News & Views item - July 2008

 

 

Kim Carr's Relentless Drive for Mediocrity has the Inertia of a Celestial Body. (July 23, 2008)

No one can doubt the staying power of the Labor Senator from Victoria and Minister for Innovation, Industry, Science and Research, Kim Carr. He is reminiscent of Britain's Tory Prime Minister, Margaret Thatcher, in that he to "is not for turning".

 

Speaking to a closed Group of Eight conference last week Senator Carr alluding to his vision of institutional hubs and spokes said he reserved "the right to propose additional arrangements should there be gaps in areas of national significance", which to his audience must have sounded more threat than promise. "Where we locate hubs is a matter for negotiation. When (the) Excellence in Research Australia (exercise) is up and running, we could use it to identify new hubs and make existing hubs accountable," and then added, "We'd welcome your thoughts on that."

 

Commenting on the Senator's utterances, The Australian's Guy Healy said: "The minister's speech sheds more light on the link between Labor's two contentious research policies. The comments are significant because they assign a potentially powerful new role to the Government's ERA: not just rating the country's research departments but formally identifying the top one or two research departments, or hubs, in a discipline."

 

Matters didn't appear to improve when the Minister said that he was increasingly concerned that Australia's spending on tertiary institutions and research and development was slipping behind the rest of the world, especially the exploding research outlays of China and India.

 

Senator Carr's solution?

 

Australia has to concentrate its resources and set priorities: "We can't afford to fund every research idea people come up with, even if the quality of the research promises to be high."

 

Hell, they're not funding one in five research ideas ARC and NH&MRC grant applicants submit, just what sort of a mind set has the man Prime minister Rudd put in charge of Science and Research got?

 

Which brings us back once again to Brian Cox, professor of particle physics at Manchester University: "The notion that scientists will make a more valuable contribution to the economic and social wellbeing of the world if their research is closely directed by politicians is the most astonishing piece of nonsense I have had the misfortune to come across in a long time."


■ TASK ITEM ■
The expected answer is every line of the material that contains the word "Where".
--- START ---
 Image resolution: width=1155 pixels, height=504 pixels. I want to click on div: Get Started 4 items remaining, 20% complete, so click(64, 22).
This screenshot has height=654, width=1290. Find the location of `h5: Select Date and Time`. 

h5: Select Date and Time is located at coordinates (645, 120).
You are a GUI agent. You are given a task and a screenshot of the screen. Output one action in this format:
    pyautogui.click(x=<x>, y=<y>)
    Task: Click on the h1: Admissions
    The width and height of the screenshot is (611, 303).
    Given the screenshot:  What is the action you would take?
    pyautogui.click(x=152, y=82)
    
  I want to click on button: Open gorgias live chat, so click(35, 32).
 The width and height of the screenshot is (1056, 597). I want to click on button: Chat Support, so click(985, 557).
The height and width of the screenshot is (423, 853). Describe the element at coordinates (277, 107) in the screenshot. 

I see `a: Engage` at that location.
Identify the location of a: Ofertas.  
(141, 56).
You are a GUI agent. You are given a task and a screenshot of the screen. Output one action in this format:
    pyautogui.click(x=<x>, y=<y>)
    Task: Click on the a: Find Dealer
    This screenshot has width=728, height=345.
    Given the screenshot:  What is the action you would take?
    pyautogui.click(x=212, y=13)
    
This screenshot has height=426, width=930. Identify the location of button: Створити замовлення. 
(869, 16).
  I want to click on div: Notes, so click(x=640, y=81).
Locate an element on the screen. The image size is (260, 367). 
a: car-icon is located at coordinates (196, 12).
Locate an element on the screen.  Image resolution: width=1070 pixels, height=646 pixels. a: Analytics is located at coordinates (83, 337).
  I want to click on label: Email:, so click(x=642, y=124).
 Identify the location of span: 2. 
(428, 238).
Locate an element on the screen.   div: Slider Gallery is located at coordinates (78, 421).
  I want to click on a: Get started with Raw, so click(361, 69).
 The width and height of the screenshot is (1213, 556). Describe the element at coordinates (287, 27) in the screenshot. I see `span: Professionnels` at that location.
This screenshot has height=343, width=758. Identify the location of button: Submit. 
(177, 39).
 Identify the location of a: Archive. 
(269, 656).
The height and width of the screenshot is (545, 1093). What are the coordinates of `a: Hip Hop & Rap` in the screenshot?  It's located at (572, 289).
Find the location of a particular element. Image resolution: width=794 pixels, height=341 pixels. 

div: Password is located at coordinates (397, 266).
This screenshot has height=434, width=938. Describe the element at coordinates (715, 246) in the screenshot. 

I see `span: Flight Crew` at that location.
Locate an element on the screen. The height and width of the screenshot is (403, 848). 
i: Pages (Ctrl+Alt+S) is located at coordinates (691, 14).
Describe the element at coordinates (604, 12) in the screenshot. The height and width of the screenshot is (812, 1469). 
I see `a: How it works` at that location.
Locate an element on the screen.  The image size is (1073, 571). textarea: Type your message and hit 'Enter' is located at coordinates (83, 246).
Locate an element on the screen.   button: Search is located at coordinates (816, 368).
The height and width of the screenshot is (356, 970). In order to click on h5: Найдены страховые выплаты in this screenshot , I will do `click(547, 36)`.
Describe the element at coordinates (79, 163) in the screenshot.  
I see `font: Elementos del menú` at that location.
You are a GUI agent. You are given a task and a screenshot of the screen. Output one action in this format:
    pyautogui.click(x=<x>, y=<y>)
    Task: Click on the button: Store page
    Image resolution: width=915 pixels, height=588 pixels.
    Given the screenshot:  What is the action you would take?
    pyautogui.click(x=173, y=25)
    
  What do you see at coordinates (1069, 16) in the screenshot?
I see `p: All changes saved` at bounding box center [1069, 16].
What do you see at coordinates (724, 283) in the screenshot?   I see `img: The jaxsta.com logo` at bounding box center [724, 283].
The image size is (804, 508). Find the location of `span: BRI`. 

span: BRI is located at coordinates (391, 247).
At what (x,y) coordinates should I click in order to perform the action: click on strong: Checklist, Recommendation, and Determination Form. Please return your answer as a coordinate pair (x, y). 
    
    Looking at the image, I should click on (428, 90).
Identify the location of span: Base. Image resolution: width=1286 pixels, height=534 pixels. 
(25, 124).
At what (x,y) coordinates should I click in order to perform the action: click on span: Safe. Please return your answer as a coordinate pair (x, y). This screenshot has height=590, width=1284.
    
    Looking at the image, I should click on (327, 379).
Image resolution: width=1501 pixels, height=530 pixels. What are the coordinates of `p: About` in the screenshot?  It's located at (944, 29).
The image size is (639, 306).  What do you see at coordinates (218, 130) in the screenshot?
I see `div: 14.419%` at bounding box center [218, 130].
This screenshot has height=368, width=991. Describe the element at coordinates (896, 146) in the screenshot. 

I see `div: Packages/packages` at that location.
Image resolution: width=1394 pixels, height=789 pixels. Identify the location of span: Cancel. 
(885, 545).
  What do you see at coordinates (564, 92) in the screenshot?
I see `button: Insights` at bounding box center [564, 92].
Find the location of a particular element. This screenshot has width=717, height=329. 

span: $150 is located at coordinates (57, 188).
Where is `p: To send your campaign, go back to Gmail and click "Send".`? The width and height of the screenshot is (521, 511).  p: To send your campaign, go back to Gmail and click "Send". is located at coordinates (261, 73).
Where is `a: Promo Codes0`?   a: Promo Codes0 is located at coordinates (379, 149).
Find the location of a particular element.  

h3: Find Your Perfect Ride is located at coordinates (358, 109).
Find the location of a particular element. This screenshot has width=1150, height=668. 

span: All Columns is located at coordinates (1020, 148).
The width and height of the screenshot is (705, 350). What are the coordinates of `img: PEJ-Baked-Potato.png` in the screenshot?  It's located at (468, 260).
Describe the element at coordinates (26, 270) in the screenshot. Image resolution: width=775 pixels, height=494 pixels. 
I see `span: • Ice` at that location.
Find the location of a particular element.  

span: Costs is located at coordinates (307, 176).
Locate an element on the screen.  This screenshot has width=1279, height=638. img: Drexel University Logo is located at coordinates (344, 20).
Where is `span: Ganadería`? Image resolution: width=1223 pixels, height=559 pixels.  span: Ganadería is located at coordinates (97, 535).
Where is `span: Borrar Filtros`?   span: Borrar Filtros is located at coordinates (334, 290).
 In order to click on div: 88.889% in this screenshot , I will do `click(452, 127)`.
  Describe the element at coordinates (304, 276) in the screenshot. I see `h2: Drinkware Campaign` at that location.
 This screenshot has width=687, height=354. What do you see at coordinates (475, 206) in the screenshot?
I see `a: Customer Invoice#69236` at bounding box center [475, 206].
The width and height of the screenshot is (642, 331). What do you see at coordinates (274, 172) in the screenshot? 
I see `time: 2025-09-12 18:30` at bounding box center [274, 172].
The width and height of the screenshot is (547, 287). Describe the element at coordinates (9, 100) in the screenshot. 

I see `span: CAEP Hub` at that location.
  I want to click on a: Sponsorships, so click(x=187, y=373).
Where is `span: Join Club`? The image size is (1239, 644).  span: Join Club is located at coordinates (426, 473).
--- END ---
■ WRITTEN SOLUTION ■
Where is `p: To send your campaign, go back to Gmail and click "Send".`? The width and height of the screenshot is (521, 511).  p: To send your campaign, go back to Gmail and click "Send". is located at coordinates (261, 73).
Where is `a: Promo Codes0`?   a: Promo Codes0 is located at coordinates (379, 149).
Where is `span: Ganadería`? Image resolution: width=1223 pixels, height=559 pixels.  span: Ganadería is located at coordinates (97, 535).
Where is `span: Borrar Filtros`?   span: Borrar Filtros is located at coordinates (334, 290).
Where is `span: Join Club`? The image size is (1239, 644).  span: Join Club is located at coordinates (426, 473).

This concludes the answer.